While Oban notes a concern about the adequacy of batteries, I think we're jumping too quick to a gasoline solution to his problems.
As I understood it, he wants to do most of the pedaling, and only needs some assistance with the hills.
Correct me if wrong, but I think an electric solution may better fit his needs, in being less heavy and awkward when solely under pedal power.
Brenton
Well it is pretty tough to suggest any motorizing option without seeing the bike, but electric sounds perfect, especially if it's a V frame road bike gears.
SickBikeParts has a nice 36V electric shifting kit for ~$400US, and you get a pretty decent 36V 'water bottle' LI battery with mount and charger for ~$300US.
This an electric I did on a beach cruiser with an S downtube so I had to mount the 'bottle battery' on a rack in the back, but on a V frame it bolts right to the downtube bungs for a water bottle, hence their name ;-}
The motor can be mounted above or below the pedals cranks.

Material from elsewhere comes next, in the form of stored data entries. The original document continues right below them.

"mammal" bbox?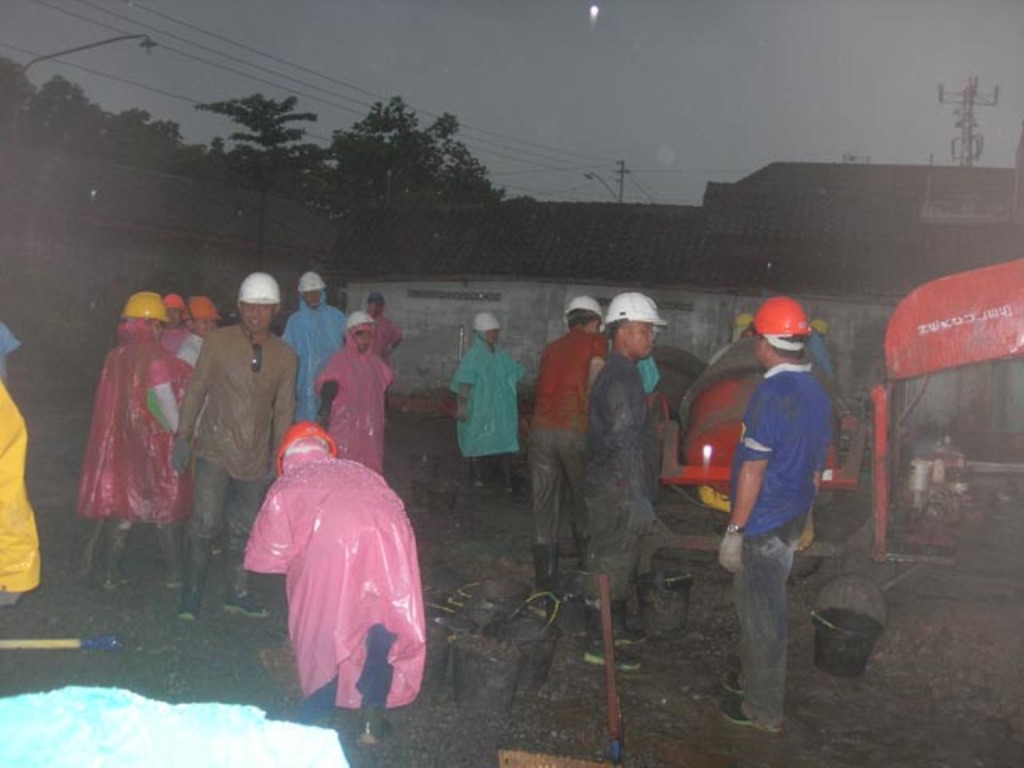
bbox(717, 301, 818, 730)
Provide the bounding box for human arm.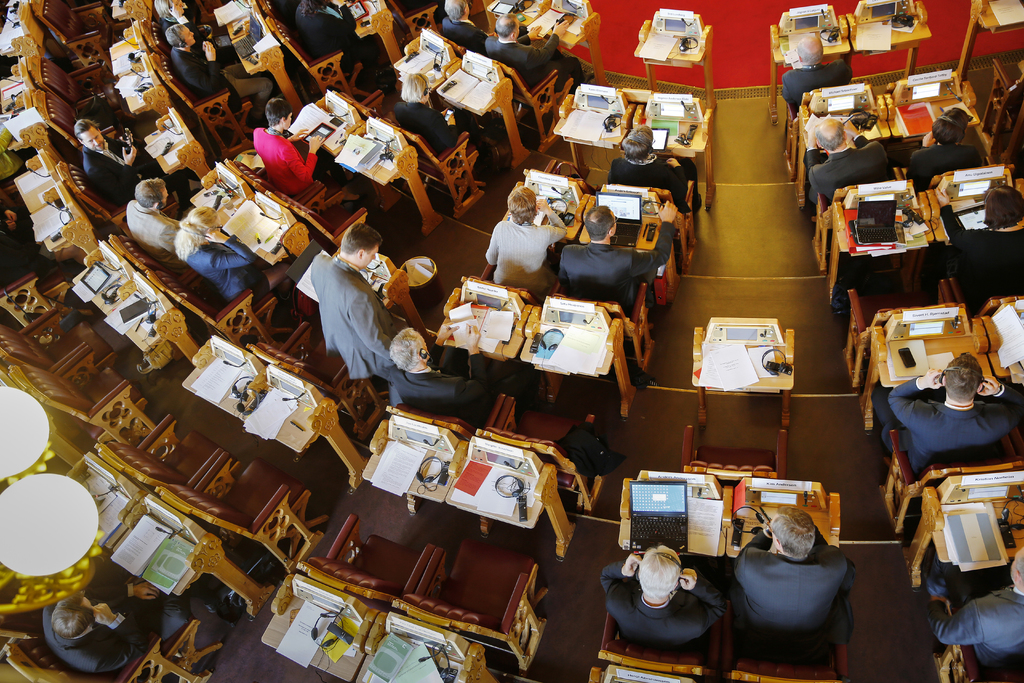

I put it above on this one because it was easier...
But if you have no center cavity room because you shove a 1KW 48V battery pack in there, it mounts below just as well.
Your pedal cranks and sprockets get replaced with a special sprocket pair mounted to a freewheel bearing that your pedal cranks attach to.
The motor also has a freewheel sprocket, as does your back wheel.
In short this isolates your pedals from the sprockets like a ratchet wrench.
If you pedal forward it turns the sprockets and the motor sprocket freewheels so no drag.
When you give the electric some throttle it spins the chain but the pedals don't move.
Regardless, be it your legs or the electric, or both at the same time, you get all the gears on your back wheel for both.
In short, ride around as usual with no motor help and no drag from a helper, and just give the electric enough throttle when you want to make your legs bionic.
Tough mindlessly easy and clean system for your needs to not consider as I sure like them.